If you're a company seeking to buy another company, "[y]ou are almost always going to pay more – often significantly more – than the firm is currently worth," writes Melissa Schilling, a scholar at the NYU Stern School of Business. "If you didn't, the target's current owners wouldn't sell. Their outside option is always to hold or sell to another bidder at a higher price. That means your acquisition is only going to pay off if you know something the market doesn't know, or you can do something significantly better with that firm's assets than its current owners are doing."
Apparently, that is really hard to do. But cocky executives often think they know something that the market doesn't, and they may overestimate the actual 'synergies' that can be found when two companies become one. Ultimately, they may overvalue what they're buying or merging to create.
Or maybe company leaders sometimes do foresee the real value, but it's for themselves, and not necessarily for their employees or shareholders. In a 2022 book, titled The Merger Mystery, scholars Geoff Meeks and J. Gay Meeks, both of the University of Cambridge, argue that "misaligned incentives" between executives and their companies is one common reason why, despite a high failure rate, so many corporate leaders are so gung-ho to do mergers and acquisitions. Basically, company leaders and advisors can often make huge sums of money from M&A transactions — kind of like Warner Bros. Discovery CEO David Zaslav has in the transactions he's been involved with — even if those transactions ultimately fail to boost their company's profits and serve their shareholders and employees.
The benefits for corporate bigwigs pushing for mergers and acquisitions goes beyond just money. For example, it can also be quite an ego boost to suddenly be in charge of a much bigger company or control something that gets lots of public attention.
Meanwhile, dealmaking like this is often hindered by what economists call asymmetric information. When different parties in a deal have unequal information about the thing that is being bought or sold, it can lead to mispricing and market failures. For instance, maybe the troubles at AOL were more apparent to insiders with intimate knowledge about their company's performance. Had Time Warner gotten better information about the company they were forming a relationship with — and not rushed through their due diligence in prodding and poking the deal — maybe they would have killed the deal or structured it differently.
There are many other potential reasons why mergers and acquisitions can go wrong. But the story of AOL and Time Warner's disastrous merger really highlights how the actual work of making two companies into one can be really messy. Culture clashes, personal animosities, and the headaches of implementing new processes, structures, and strategies can be demoralizing to employees and hurt a newly merged company's performance, detracting from the synergies that the companies were originally hoping for.

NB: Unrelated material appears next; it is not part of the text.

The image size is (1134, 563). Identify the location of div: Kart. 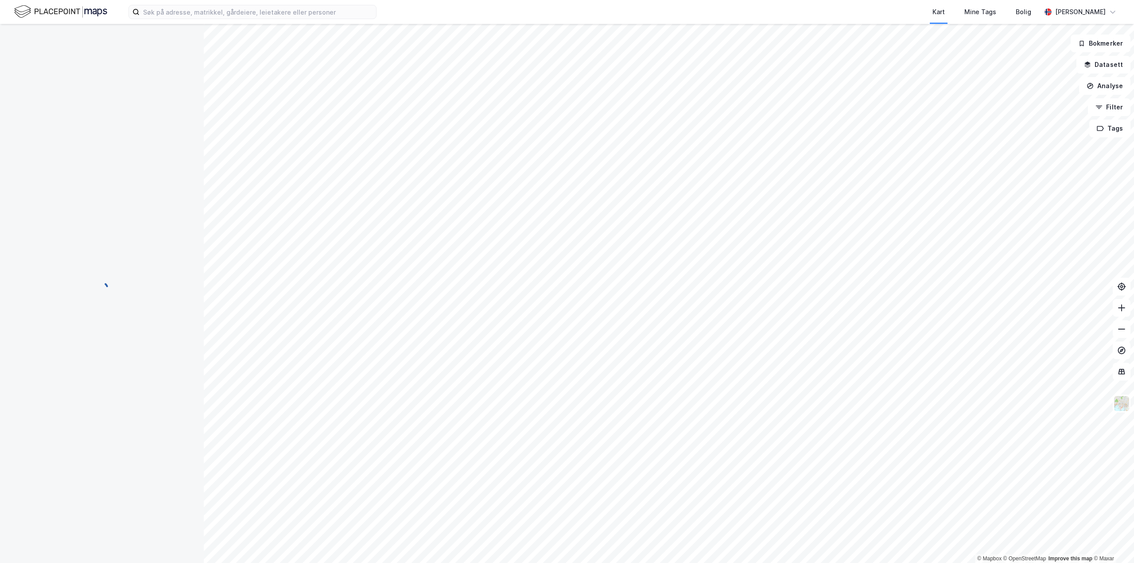
(938, 12).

We look forward to seeing how this new sequel to the decades-old franchise of Warner Bros. mergers and acquisitions turns out. Sure, it could prove to be like The Dark Knight, a commercial and critical success. However, there is a big risk it could be more like Joker: Folie à Deux, another Warner Bros. flop.
Copyright 2025 NPR
Mayor Karen Bass is seeking reelection despite facing political turmoil and criticism she has faced during her first term. Some advocates believe she has a plan for Black progress that may not be evident, but is long range and strategic.

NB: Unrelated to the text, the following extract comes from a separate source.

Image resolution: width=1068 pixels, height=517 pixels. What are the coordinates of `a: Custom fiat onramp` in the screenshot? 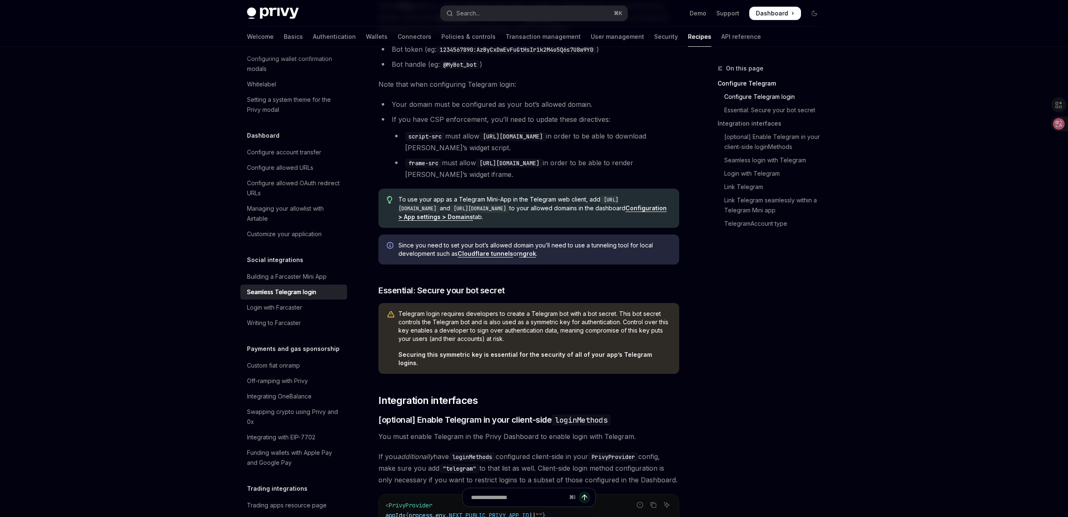 It's located at (294, 366).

The backstory: Despite facing more voter uncertainty this time around, Bass is leading in the polls, with 30% support among likely voters, according to the latest survey by Emerson College Polling/Inside California Politics. While Bass’ support has jumped 10 points since March, she would have to get more than 50% of the vote to avoid a runoff with the other top vote-getter in November.
Why it matters: The Black population is rapidly continuing to dwindle — to roughly 8% today from a peak of 18% in 1970 — besieged by gentrification, stratospheric housing costs, underemployment and shrinking political representation, all of it aggravated by the racial hostility emanating from Washington
James L. Jones Jr., 69, a self-described “community pastor” and a tireless advocate for Black communities in Los Angeles, was an enthusiastic supporter of Karen Bass’ mayoral bid in 2022, when she made history as the first woman, and first Black woman, to be elected L.A. mayor.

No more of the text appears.